Pohlman
SALT LAKE CITY - Government entities in Utah will still enjoy protection from blockbuster verdicts in personal injury lawsuits, for now, after the state Supreme Court upheld a cap on damages in a case over an infant’s brain injuries.
A 1989 decision invalidating Utah’s then-damages cap can’t be used by trial lawyers to overturn a 2017 version of the law, it held on June 5 while stopping short of declaring the new cap, which only applies to government defendants in lawsuits, constitutional.
Not only was the 1989 decision a divided opinion with no holding on why the damages cap was unconstitutional, but Utah legislators repealed that law before the decision came down and have subsequently modified it at least two more times. The original damages cap that was struck down was $100,000; it is now $745,000 with the potential for higher awards through a special panel.
“Just as the holding in one case doesn’t automatically apply to a case with different facts, this holding doesn’t automatically apply to a statute with different terms,” the state Supreme Court said in an opinion by Justice Jill M. Pohlman. The high court sent the case back to the trial court for another look at the new cap’s constitutionality.
John and Amelia Tullis sued the University of Utah for medical malpractice after their four-year-old suffered a massive air embolus during surgery in 2019 and was permanently disabled with severe brain damage. The Tullises sought more than $22 million for pain, suffering and future medical expenses.
The University of Utah sought partial summary judgment capping its potential liability at the $745,200 limit under the 2017 law. Salt Lake County Judge Adam Mow denied the motion, citing Condemarin v. University Hospital, the 1989 Utah Supreme Court decision that found an earlier damages cap unconstitutional.
Utah argued Condemarin wasn’t relevant because it was a plurality decision with no controlling theory of why the damages cap was unconstitutional. The decision also reversed the traditional assumption that a statute is constitutional by requiring the defendants to prove it was constitutional. Finally, the legislature passed an entirely new damages cap law in 2004.
Judge Mow disagreed, ruling Condemarin “remains good law.”
“While three justices disagreed as to why the damage cap was unconstitutional, a majority of the Supreme Court agreed that the damage cap in the GIA was unconstitutional,” the trial judge wrote. The legislature may have substituted a new damages cap, the judge went on, but it was still a cap and unconstitutional.
The Utah Supreme Court rejected the judge’s reasoning. First, the 1989 case was subsequently cabined to the specific situation of lawsuits against University Hospital, limiting its precedential value.
Second, there was no controlling holding in that case for today’s court to assess whether the 2017 damages cap was also unconstitutional under the court’s earlier reasoning. The court reversed and remanded for “further proceedings” on whether the cap is unconstitutional.
The state’s plaintiff lawyer group, the Utah Association for Justice, filed an amicus brief urging the court to strike the cap, while state Attorney General Derek Brown filed one defending it.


## WORK TASK
The response should contain every entry, reproduced exactly.

Top of MATERIAL FOR THIS EXERCISE

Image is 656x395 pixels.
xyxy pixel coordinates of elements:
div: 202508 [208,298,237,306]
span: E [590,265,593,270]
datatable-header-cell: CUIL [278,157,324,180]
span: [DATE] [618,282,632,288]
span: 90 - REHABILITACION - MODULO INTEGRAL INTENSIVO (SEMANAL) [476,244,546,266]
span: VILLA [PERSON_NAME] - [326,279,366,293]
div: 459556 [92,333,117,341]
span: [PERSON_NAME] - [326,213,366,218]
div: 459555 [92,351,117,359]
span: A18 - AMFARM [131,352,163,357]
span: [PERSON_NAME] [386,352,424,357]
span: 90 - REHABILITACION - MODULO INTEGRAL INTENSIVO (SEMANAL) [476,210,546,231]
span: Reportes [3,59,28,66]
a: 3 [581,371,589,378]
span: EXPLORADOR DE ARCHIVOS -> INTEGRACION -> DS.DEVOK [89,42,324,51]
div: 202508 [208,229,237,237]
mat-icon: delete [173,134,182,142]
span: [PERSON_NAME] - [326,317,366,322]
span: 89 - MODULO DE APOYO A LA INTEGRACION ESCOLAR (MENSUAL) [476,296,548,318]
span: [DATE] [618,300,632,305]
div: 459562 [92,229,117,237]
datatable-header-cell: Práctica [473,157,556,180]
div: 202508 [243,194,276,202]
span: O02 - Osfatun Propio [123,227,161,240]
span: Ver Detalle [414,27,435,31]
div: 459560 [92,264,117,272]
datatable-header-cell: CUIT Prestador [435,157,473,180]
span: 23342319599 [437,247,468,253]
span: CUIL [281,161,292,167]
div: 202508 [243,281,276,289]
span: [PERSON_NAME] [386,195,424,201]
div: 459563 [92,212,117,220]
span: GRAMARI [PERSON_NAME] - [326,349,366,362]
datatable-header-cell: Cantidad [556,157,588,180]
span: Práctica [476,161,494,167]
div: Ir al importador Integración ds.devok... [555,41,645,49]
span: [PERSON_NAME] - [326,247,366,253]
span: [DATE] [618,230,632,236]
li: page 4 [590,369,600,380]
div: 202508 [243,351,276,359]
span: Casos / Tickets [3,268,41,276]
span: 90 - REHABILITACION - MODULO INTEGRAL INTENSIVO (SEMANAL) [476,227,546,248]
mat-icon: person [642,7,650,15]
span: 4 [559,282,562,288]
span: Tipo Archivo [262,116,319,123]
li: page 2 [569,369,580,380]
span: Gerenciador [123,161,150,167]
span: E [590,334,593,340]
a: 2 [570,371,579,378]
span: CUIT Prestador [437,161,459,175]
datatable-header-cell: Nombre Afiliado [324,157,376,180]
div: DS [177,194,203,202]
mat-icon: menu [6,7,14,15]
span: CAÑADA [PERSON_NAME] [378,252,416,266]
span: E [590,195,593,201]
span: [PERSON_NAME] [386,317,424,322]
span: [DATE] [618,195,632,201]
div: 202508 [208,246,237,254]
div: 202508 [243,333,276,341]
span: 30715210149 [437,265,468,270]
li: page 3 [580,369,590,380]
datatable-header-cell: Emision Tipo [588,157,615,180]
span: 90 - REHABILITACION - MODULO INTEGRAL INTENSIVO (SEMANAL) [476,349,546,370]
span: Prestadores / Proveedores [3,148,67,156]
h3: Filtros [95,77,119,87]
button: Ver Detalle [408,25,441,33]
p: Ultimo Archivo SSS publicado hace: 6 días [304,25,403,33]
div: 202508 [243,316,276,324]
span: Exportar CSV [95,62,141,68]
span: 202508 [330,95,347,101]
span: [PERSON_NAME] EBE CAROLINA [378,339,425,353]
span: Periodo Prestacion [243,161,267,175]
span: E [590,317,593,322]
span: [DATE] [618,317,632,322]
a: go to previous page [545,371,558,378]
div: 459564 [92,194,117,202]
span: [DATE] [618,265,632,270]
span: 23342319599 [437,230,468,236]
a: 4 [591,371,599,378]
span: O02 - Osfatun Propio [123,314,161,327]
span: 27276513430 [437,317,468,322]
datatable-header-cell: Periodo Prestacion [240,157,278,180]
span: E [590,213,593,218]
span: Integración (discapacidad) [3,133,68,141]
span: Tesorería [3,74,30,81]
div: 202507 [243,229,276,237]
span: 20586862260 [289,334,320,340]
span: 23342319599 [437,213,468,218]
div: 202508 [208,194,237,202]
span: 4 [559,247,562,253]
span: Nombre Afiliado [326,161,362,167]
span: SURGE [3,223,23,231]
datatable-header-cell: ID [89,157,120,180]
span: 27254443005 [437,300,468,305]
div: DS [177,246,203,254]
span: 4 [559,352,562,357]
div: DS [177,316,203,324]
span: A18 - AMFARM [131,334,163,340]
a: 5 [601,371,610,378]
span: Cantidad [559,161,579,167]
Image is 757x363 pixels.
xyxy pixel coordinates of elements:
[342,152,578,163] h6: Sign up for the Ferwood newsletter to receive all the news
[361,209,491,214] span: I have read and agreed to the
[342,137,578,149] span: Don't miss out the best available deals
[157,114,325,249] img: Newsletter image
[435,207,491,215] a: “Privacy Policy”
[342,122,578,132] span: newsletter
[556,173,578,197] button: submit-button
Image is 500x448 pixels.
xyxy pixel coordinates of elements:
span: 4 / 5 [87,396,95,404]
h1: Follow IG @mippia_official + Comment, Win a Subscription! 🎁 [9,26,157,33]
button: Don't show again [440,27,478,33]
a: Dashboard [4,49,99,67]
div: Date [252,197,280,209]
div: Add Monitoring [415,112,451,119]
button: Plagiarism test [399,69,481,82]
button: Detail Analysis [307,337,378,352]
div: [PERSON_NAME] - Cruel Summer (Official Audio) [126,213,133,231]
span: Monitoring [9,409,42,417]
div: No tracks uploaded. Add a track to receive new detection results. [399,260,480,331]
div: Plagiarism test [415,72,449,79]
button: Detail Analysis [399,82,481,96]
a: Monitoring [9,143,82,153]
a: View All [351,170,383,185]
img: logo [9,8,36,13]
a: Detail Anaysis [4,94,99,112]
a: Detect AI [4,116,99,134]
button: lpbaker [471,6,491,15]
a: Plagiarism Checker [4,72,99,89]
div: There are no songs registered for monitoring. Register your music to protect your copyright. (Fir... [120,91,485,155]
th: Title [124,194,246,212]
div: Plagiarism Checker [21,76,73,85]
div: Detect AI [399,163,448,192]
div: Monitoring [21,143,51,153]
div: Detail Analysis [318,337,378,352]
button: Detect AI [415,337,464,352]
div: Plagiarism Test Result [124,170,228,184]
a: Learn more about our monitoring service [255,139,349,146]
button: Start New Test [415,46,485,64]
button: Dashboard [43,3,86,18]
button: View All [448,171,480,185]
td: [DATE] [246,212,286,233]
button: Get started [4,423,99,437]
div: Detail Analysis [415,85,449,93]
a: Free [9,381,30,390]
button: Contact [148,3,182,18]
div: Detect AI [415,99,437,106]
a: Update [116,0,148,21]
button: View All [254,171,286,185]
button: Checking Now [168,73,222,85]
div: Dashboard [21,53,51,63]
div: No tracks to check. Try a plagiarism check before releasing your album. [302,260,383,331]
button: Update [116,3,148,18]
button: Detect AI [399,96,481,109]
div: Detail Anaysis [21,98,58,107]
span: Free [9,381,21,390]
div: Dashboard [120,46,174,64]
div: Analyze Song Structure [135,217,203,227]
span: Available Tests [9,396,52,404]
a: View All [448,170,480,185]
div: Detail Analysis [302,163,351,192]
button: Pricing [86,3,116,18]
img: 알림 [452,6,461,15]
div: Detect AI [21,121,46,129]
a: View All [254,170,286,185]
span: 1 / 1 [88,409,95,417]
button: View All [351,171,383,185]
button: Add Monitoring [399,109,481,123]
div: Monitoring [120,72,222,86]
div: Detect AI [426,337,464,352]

Bottom of MATERIAL FOR THIS EXERCISE

## THE ANSWER
Image is 656x395 pixels.
xyxy pixel coordinates of elements:
div: 202508 [208,298,237,306]
span: E [590,265,593,270]
datatable-header-cell: CUIL [278,157,324,180]
span: [DATE] [618,282,632,288]
span: 90 - REHABILITACION - MODULO INTEGRAL INTENSIVO (SEMANAL) [476,244,546,266]
span: VILLA [PERSON_NAME] - [326,279,366,293]
div: 459556 [92,333,117,341]
span: [PERSON_NAME] - [326,213,366,218]
div: 459555 [92,351,117,359]
span: A18 - AMFARM [131,352,163,357]
span: [PERSON_NAME] [386,352,424,357]
span: 90 - REHABILITACION - MODULO INTEGRAL INTENSIVO (SEMANAL) [476,210,546,231]
span: Reportes [3,59,28,66]
a: 3 [581,371,589,378]
span: EXPLORADOR DE ARCHIVOS -> INTEGRACION -> DS.DEVOK [89,42,324,51]
div: 202508 [208,229,237,237]
mat-icon: delete [173,134,182,142]
span: [PERSON_NAME] - [326,317,366,322]
span: 89 - MODULO DE APOYO A LA INTEGRACION ESCOLAR (MENSUAL) [476,296,548,318]
span: [DATE] [618,300,632,305]
div: 459562 [92,229,117,237]
datatable-header-cell: Práctica [473,157,556,180]
div: 202508 [243,194,276,202]
span: O02 - Osfatun Propio [123,227,161,240]
span: Ver Detalle [414,27,435,31]
div: 459560 [92,264,117,272]
datatable-header-cell: CUIT Prestador [435,157,473,180]
span: 23342319599 [437,247,468,253]
span: CUIL [281,161,292,167]
div: 202508 [243,281,276,289]
span: [PERSON_NAME] [386,195,424,201]
div: 459563 [92,212,117,220]
span: GRAMARI [PERSON_NAME] - [326,349,366,362]
datatable-header-cell: Cantidad [556,157,588,180]
span: Práctica [476,161,494,167]
div: Ir al importador Integración ds.devok... [555,41,645,49]
span: [PERSON_NAME] - [326,247,366,253]
span: [DATE] [618,230,632,236]
li: page 4 [590,369,600,380]
div: 202508 [243,351,276,359]
span: Casos / Tickets [3,268,41,276]
span: 90 - REHABILITACION - MODULO INTEGRAL INTENSIVO (SEMANAL) [476,227,546,248]
mat-icon: person [642,7,650,15]
span: 4 [559,282,562,288]
span: Tipo Archivo [262,116,319,123]
li: page 2 [569,369,580,380]
span: Gerenciador [123,161,150,167]
span: E [590,334,593,340]
a: 2 [570,371,579,378]
span: CUIT Prestador [437,161,459,175]
datatable-header-cell: Nombre Afiliado [324,157,376,180]
div: DS [177,194,203,202]
mat-icon: menu [6,7,14,15]
span: CAÑADA [PERSON_NAME] [378,252,416,266]
span: E [590,195,593,201]
span: [PERSON_NAME] [386,317,424,322]
span: [DATE] [618,195,632,201]
div: 202508 [208,246,237,254]
div: 202508 [243,333,276,341]
span: 30715210149 [437,265,468,270]
li: page 3 [580,369,590,380]
datatable-header-cell: Emision Tipo [588,157,615,180]
span: 90 - REHABILITACION - MODULO INTEGRAL INTENSIVO (SEMANAL) [476,349,546,370]
span: Prestadores / Proveedores [3,148,67,156]
h3: Filtros [95,77,119,87]
button: Ver Detalle [408,25,441,33]
p: Ultimo Archivo SSS publicado hace: 6 días [304,25,403,33]
div: 202508 [243,316,276,324]
span: Exportar CSV [95,62,141,68]
span: 202508 [330,95,347,101]
span: [PERSON_NAME] EBE CAROLINA [378,339,425,353]
span: Periodo Prestacion [243,161,267,175]
span: E [590,317,593,322]
span: [DATE] [618,317,632,322]
a: go to previous page [545,371,558,378]
div: 459564 [92,194,117,202]
span: [DATE] [618,265,632,270]
span: 23342319599 [437,230,468,236]
a: 4 [591,371,599,378]
span: O02 - Osfatun Propio [123,314,161,327]
span: 27276513430 [437,317,468,322]
datatable-header-cell: Periodo Prestacion [240,157,278,180]
span: E [590,213,593,218]
span: Integración (discapacidad) [3,133,68,141]
span: Tesorería [3,74,30,81]
div: 202507 [243,229,276,237]
span: 20586862260 [289,334,320,340]
span: 23342319599 [437,213,468,218]
div: 202508 [208,194,237,202]
span: 4 [559,247,562,253]
span: Nombre Afiliado [326,161,362,167]
span: SURGE [3,223,23,231]
datatable-header-cell: ID [89,157,120,180]
span: 27254443005 [437,300,468,305]
div: DS [177,246,203,254]
span: 4 [559,352,562,357]
div: DS [177,316,203,324]
span: A18 - AMFARM [131,334,163,340]
a: 5 [601,371,610,378]
span: Cantidad [559,161,579,167]
Image is 757x363 pixels.
xyxy pixel coordinates of elements:
[342,152,578,163] h6: Sign up for the Ferwood newsletter to receive all the news
[361,209,491,214] span: I have read and agreed to the
[342,137,578,149] span: Don't miss out the best available deals
[157,114,325,249] img: Newsletter image
[435,207,491,215] a: “Privacy Policy”
[342,122,578,132] span: newsletter
[556,173,578,197] button: submit-button
Image is 500x448 pixels.
xyxy pixel coordinates of elements:
span: 4 / 5 [87,396,95,404]
h1: Follow IG @mippia_official + Comment, Win a Subscription! 🎁 [9,26,157,33]
button: Don't show again [440,27,478,33]
a: Dashboard [4,49,99,67]
div: Date [252,197,280,209]
div: Add Monitoring [415,112,451,119]
button: Plagiarism test [399,69,481,82]
button: Detail Analysis [307,337,378,352]
div: [PERSON_NAME] - Cruel Summer (Official Audio) [126,213,133,231]
span: Monitoring [9,409,42,417]
div: No tracks uploaded. Add a track to receive new detection results. [399,260,480,331]
div: Plagiarism test [415,72,449,79]
button: Detail Analysis [399,82,481,96]
a: Monitoring [9,143,82,153]
a: View All [351,170,383,185]
img: logo [9,8,36,13]
a: Detail Anaysis [4,94,99,112]
a: Detect AI [4,116,99,134]
button: lpbaker [471,6,491,15]
a: Plagiarism Checker [4,72,99,89]
div: There are no songs registered for monitoring. Register your music to protect your copyright. (Fir... [120,91,485,155]
th: Title [124,194,246,212]
div: Plagiarism Checker [21,76,73,85]
div: Detect AI [399,163,448,192]
div: Monitoring [21,143,51,153]
div: Detail Analysis [318,337,378,352]
button: Detect AI [415,337,464,352]
div: Plagiarism Test Result [124,170,228,184]
a: Learn more about our monitoring service [255,139,349,146]
button: Start New Test [415,46,485,64]
button: Dashboard [43,3,86,18]
button: View All [448,171,480,185]
td: [DATE] [246,212,286,233]
button: Get started [4,423,99,437]
div: Detail Analysis [415,85,449,93]
a: Free [9,381,30,390]
button: Contact [148,3,182,18]
div: Detect AI [415,99,437,106]
a: Update [116,0,148,21]
button: View All [254,171,286,185]
button: Checking Now [168,73,222,85]
div: Dashboard [21,53,51,63]
div: No tracks to check. Try a plagiarism check before releasing your album. [302,260,383,331]
button: Update [116,3,148,18]
button: Detect AI [399,96,481,109]
div: Detail Anaysis [21,98,58,107]
span: Free [9,381,21,390]
div: Dashboard [120,46,174,64]
div: Analyze Song Structure [135,217,203,227]
span: Available Tests [9,396,52,404]
a: View All [448,170,480,185]
div: Detail Analysis [302,163,351,192]
button: Pricing [86,3,116,18]
img: 알림 [452,6,461,15]
div: Detect AI [21,121,46,129]
a: View All [254,170,286,185]
span: 1 / 1 [88,409,95,417]
button: View All [351,171,383,185]
button: Add Monitoring [399,109,481,123]
div: Monitoring [120,72,222,86]
div: Detect AI [426,337,464,352]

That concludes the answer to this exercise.